2007 GSA Denver Annual Meeting (28–31 October 2007)

Paper No. 4
Presentation Time: 8:45 AM

A LATE ORDOVICIAN, CONODONT-BASED δ18O CURVE


MACLEOD, Kenneth G., Geological Sciences, University of Missouri, Columbia, MO 65211 and SWEET, Walter C., Ohio State Univ - Columbus, 125 S Oval Mall, Columbus, OH 43210-1308, macleodk@missouri.edu

The Late Ordovician mass extinction is the second most severe Phanerozoic event in terms of percent extinction and is associated with evidence implicating a short lived glaciation as a potential cause. However, studies have also suggested that cooling may have begun in the Middle Ordovician and/or that there was an interval of Late Ordovician warming prior to the glaciation. Discriminating among these hypotheses is difficult due to the lack of precision of climate estimates based on faunal and sedimentological data and because of diagenetic concerns regarding δ18O analyses of Ordovician carbonates.

To address this problem, we analyzed the δ18O values of the conodonts Drepanoistodus suberectus and Phragmodus undatus from four sections that together span most of the Cincinnatian Series. Specimens are well preserved and both taxa yielded values between 17‰ and 18.3‰. These vales suggest paleotemperatures between 28° and 34°C assuming an “ice-free” seawater δ18O value of -1‰V-SMOW. D. suberectus results exhibited considerable variation through the section which is attributed to the fact that as few as 6 elements were analyzed in some samples introducing possibly large sampling biases. The curve for P. undatus, though, is based on tens of elements per sample and seems to show considerable stratigraphic coherence. In previous work we found Mohawkian values for P. undatus of at least 18‰, but Edenian and early Maysville values were consistently between 17 and 17.5‰V-SMOW. These low values are followed by a sharp, ~1‰ increase in the middle Maysville at ~1150 composite standard units (csu). Values remain near 18‰ into the Richmondian followed by a sharp ~1‰ decrease at ~1220 csu at a level near the base of the Hirnantian (1232 csu). If these results reflect only temperature, they indicate a 4-5°C cooling step in the middle of the Maysville and, surprisingly, ~5°C of warming in the Richmondian. Facies changes and an increase in abundance of Plectodina tenuis above 1200 csu suggest apparent Richmondian warming could result from a local seawater δ18O effect related to Late Ordovician regression. Regardless, the conodont δ18O data support neither a simple Hirnantian cooling step nor progressive Late Ordovician cooling; they do indicate conodont isotopic analyses have great potential to advance paleoclimatic studies of the early Paleozoic.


Your assignment: Give the number of lines in the data that contain "screenshot", and nothing more.
################
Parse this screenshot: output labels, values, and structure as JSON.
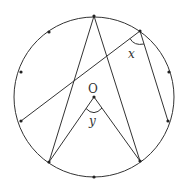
{
  "diagram": {
    "type": "circle-geometry",
    "stroke_color": "#333333",
    "background": "#ffffff",
    "circle": {
      "cx": 94,
      "cy": 97,
      "r": 80
    },
    "points": {
      "A": {
        "x": 94,
        "y": 16
      },
      "P": {
        "x": 140,
        "y": 31
      },
      "R1": {
        "x": 169,
        "y": 72
      },
      "Q": {
        "x": 168,
        "y": 121
      },
      "C": {
        "x": 140,
        "y": 161
      },
      "D": {
        "x": 94,
        "y": 177
      },
      "B": {
        "x": 49,
        "y": 162
      },
      "L": {
        "x": 21,
        "y": 121
      },
      "L1": {
        "x": 21,
        "y": 72
      },
      "U1": {
        "x": 49,
        "y": 32
      },
      "O": {
        "x": 94,
        "y": 97
      }
    },
    "segments": [
      [
        "A",
        "B"
      ],
      [
        "A",
        "C"
      ],
      [
        "L",
        "P"
      ],
      [
        "P",
        "Q"
      ],
      [
        "O",
        "B"
      ],
      [
        "O",
        "C"
      ]
    ],
    "labels": {
      "center": "O",
      "angle_x": "x",
      "angle_y": "y"
    }
  }
}
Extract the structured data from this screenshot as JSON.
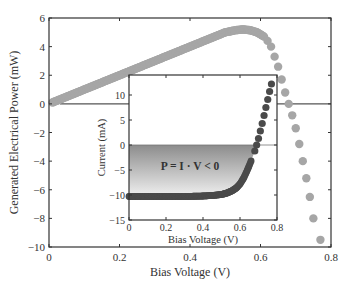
{
  "chart_data": [
    {
      "id": "main",
      "type": "scatter",
      "title": "",
      "xlabel": "Bias Voltage (V)",
      "ylabel": "Generated Electrical Power (mW)",
      "xlim": [
        0,
        0.8
      ],
      "ylim": [
        -10,
        6
      ],
      "xticks": [
        0,
        0.2,
        0.4,
        0.6,
        0.8
      ],
      "xtick_labels": [
        "0",
        "0.2",
        "0.4",
        "0.6",
        "0.8"
      ],
      "yticks": [
        6,
        4,
        2,
        0,
        -2,
        -4,
        -6,
        -8,
        -10
      ],
      "ytick_labels": [
        "6",
        "4",
        "2",
        "0",
        "−2",
        "−4",
        "−6",
        "−8",
        "−10"
      ],
      "grid": false,
      "reference_line": {
        "y": 0
      },
      "series": [
        {
          "name": "Generated power",
          "color": "#a6a6a6",
          "x": [
            0.01,
            0.05,
            0.1,
            0.15,
            0.2,
            0.25,
            0.3,
            0.35,
            0.4,
            0.45,
            0.5,
            0.53,
            0.55,
            0.57,
            0.59,
            0.61,
            0.62,
            0.63,
            0.64,
            0.65,
            0.66,
            0.67,
            0.68,
            0.69,
            0.7,
            0.71,
            0.72,
            0.73,
            0.74,
            0.75,
            0.77
          ],
          "y": [
            0.1,
            0.5,
            1.0,
            1.5,
            2.0,
            2.5,
            3.0,
            3.5,
            4.0,
            4.5,
            5.0,
            5.15,
            5.2,
            5.15,
            5.0,
            4.7,
            4.4,
            4.0,
            3.3,
            2.6,
            1.7,
            0.8,
            0.0,
            -0.8,
            -1.7,
            -2.8,
            -4.0,
            -5.2,
            -6.5,
            -8.0,
            -9.5
          ]
        }
      ]
    },
    {
      "id": "inset",
      "type": "scatter",
      "title": "",
      "xlabel": "Bias Voltage (V)",
      "ylabel": "Current (mA)",
      "xlim": [
        0,
        0.8
      ],
      "ylim": [
        -15,
        14
      ],
      "xticks": [
        0,
        0.2,
        0.4,
        0.6,
        0.8
      ],
      "xtick_labels": [
        "0",
        "0.2",
        "0.4",
        "0.6",
        "0.8"
      ],
      "yticks": [
        10,
        5,
        0,
        -5,
        -10,
        -15
      ],
      "ytick_labels": [
        "10",
        "5",
        "0",
        "−5",
        "−10",
        "−15"
      ],
      "grid": false,
      "reference_line": {
        "y": 0
      },
      "annotation": "P = I · V < 0",
      "shaded_region": {
        "description": "area between I=0 and the I-V curve where power is generated",
        "color_top": "#8c8c8c",
        "color_bottom": "#f0f0f0"
      },
      "series": [
        {
          "name": "I-V curve",
          "color": "#4a4a4a",
          "x": [
            0.0,
            0.05,
            0.1,
            0.15,
            0.2,
            0.25,
            0.3,
            0.35,
            0.4,
            0.45,
            0.5,
            0.53,
            0.56,
            0.58,
            0.6,
            0.62,
            0.64,
            0.66,
            0.68,
            0.69,
            0.7,
            0.71,
            0.72,
            0.73,
            0.74,
            0.75,
            0.76,
            0.77
          ],
          "y": [
            -10.3,
            -10.3,
            -10.3,
            -10.3,
            -10.3,
            -10.3,
            -10.3,
            -10.25,
            -10.2,
            -10.1,
            -9.9,
            -9.6,
            -9.1,
            -8.6,
            -7.8,
            -6.6,
            -5.0,
            -3.2,
            -1.2,
            0.0,
            1.3,
            2.8,
            4.3,
            5.9,
            7.5,
            9.1,
            10.7,
            12.2
          ]
        }
      ]
    }
  ]
}
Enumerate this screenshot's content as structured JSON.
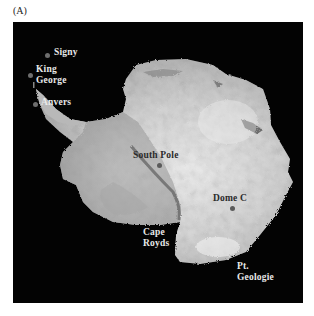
{
  "figure": {
    "panel_label": "(A)",
    "colors": {
      "ocean": "#030303",
      "ice_light": "#e6e6e6",
      "ice_mid": "#bdbdbd",
      "ice_dark": "#8a8a8a",
      "station_dot": "#6e6e6e"
    }
  },
  "sites": [
    {
      "name": "Signy",
      "line1": "Signy",
      "line2": ""
    },
    {
      "name": "King George",
      "line1": "King",
      "line2": "George"
    },
    {
      "name": "Anvers",
      "line1": "Anvers",
      "line2": ""
    },
    {
      "name": "South Pole",
      "line1": "South Pole",
      "line2": ""
    },
    {
      "name": "Dome C",
      "line1": "Dome C",
      "line2": ""
    },
    {
      "name": "Cape Royds",
      "line1": "Cape",
      "line2": "Royds"
    },
    {
      "name": "Pt. Geologie",
      "line1": "Pt.",
      "line2": "Geologie"
    }
  ]
}
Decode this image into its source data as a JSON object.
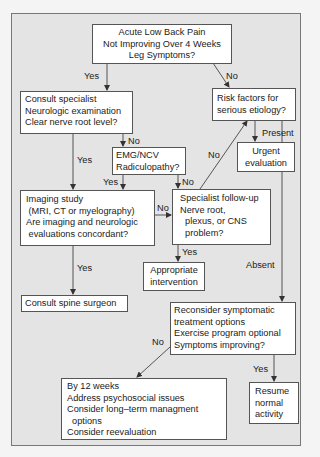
{
  "nodes": {
    "start": {
      "lines": [
        "Acute Low Back Pain",
        "Not Improving Over 4 Weeks",
        "Leg Symptoms?"
      ]
    },
    "consult": {
      "lines": [
        "Consult specialist",
        "Neurologic examination",
        "Clear nerve root level?"
      ]
    },
    "risk": {
      "lines": [
        "Risk factors for",
        "serious etiology?"
      ]
    },
    "urgent": {
      "lines": [
        "Urgent",
        "evaluation"
      ]
    },
    "emg": {
      "lines": [
        "EMG/NCV",
        "Radiculopathy?"
      ]
    },
    "imaging": {
      "lines": [
        "Imaging study",
        " (MRI, CT or myelography)",
        "Are imaging and neurologic",
        " evaluations concordant?"
      ]
    },
    "specialist": {
      "lines": [
        "Specialist follow-up",
        "Nerve root,",
        "  plexus, or CNS",
        "  problem?"
      ]
    },
    "appropriate": {
      "lines": [
        "Appropriate",
        "intervention"
      ]
    },
    "surgeon": {
      "lines": [
        "Consult spine surgeon"
      ]
    },
    "reconsider": {
      "lines": [
        "Reconsider symptomatic",
        "treatment options",
        "Exercise program optional",
        "Symptoms improving?"
      ]
    },
    "weeks12": {
      "lines": [
        "By 12 weeks",
        "Address psychosocial issues",
        "Consider long–term managment",
        "  options",
        "Consider reevaluation"
      ]
    },
    "resume": {
      "lines": [
        "Resume",
        "normal",
        "activity"
      ]
    }
  },
  "edge_labels": {
    "start_yes": "Yes",
    "start_no": "No",
    "consult_no": "No",
    "consult_yes": "Yes",
    "emg_yes": "Yes",
    "emg_no": "No",
    "specialist_no": "No",
    "imaging_no": "No",
    "risk_present": "Present",
    "specialist_yes": "Yes",
    "imaging_yes": "Yes",
    "risk_absent": "Absent",
    "reconsider_no": "No",
    "reconsider_yes": "Yes"
  },
  "colors": {
    "frame_bg": "#e4e4e4",
    "box_bg": "#ffffff",
    "line": "#444444"
  }
}
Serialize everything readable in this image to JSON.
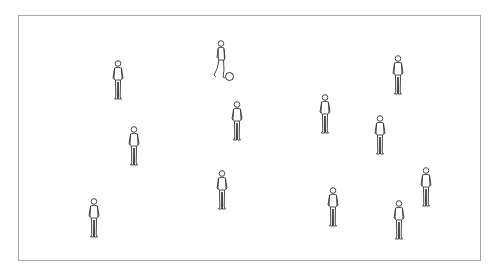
{
  "diagram": {
    "type": "soccer-drill",
    "field": {
      "shape": "rectangle",
      "border_color": "#a8a8a8"
    },
    "players": [
      {
        "id": 1,
        "pose": "standing",
        "x": 118,
        "y": 60
      },
      {
        "id": 2,
        "pose": "dribbling",
        "x": 220,
        "y": 40,
        "has_ball": true
      },
      {
        "id": 3,
        "pose": "standing",
        "x": 398,
        "y": 55
      },
      {
        "id": 4,
        "pose": "standing",
        "x": 325,
        "y": 94
      },
      {
        "id": 5,
        "pose": "standing",
        "x": 237,
        "y": 101
      },
      {
        "id": 6,
        "pose": "standing",
        "x": 134,
        "y": 126
      },
      {
        "id": 7,
        "pose": "standing",
        "x": 380,
        "y": 115
      },
      {
        "id": 8,
        "pose": "standing",
        "x": 222,
        "y": 170
      },
      {
        "id": 9,
        "pose": "standing",
        "x": 426,
        "y": 167
      },
      {
        "id": 10,
        "pose": "standing",
        "x": 94,
        "y": 198
      },
      {
        "id": 11,
        "pose": "standing",
        "x": 333,
        "y": 187
      },
      {
        "id": 12,
        "pose": "standing",
        "x": 399,
        "y": 200
      }
    ],
    "ball": {
      "x": 229,
      "y": 76
    },
    "line_color": "#333333"
  }
}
################
Solution: 3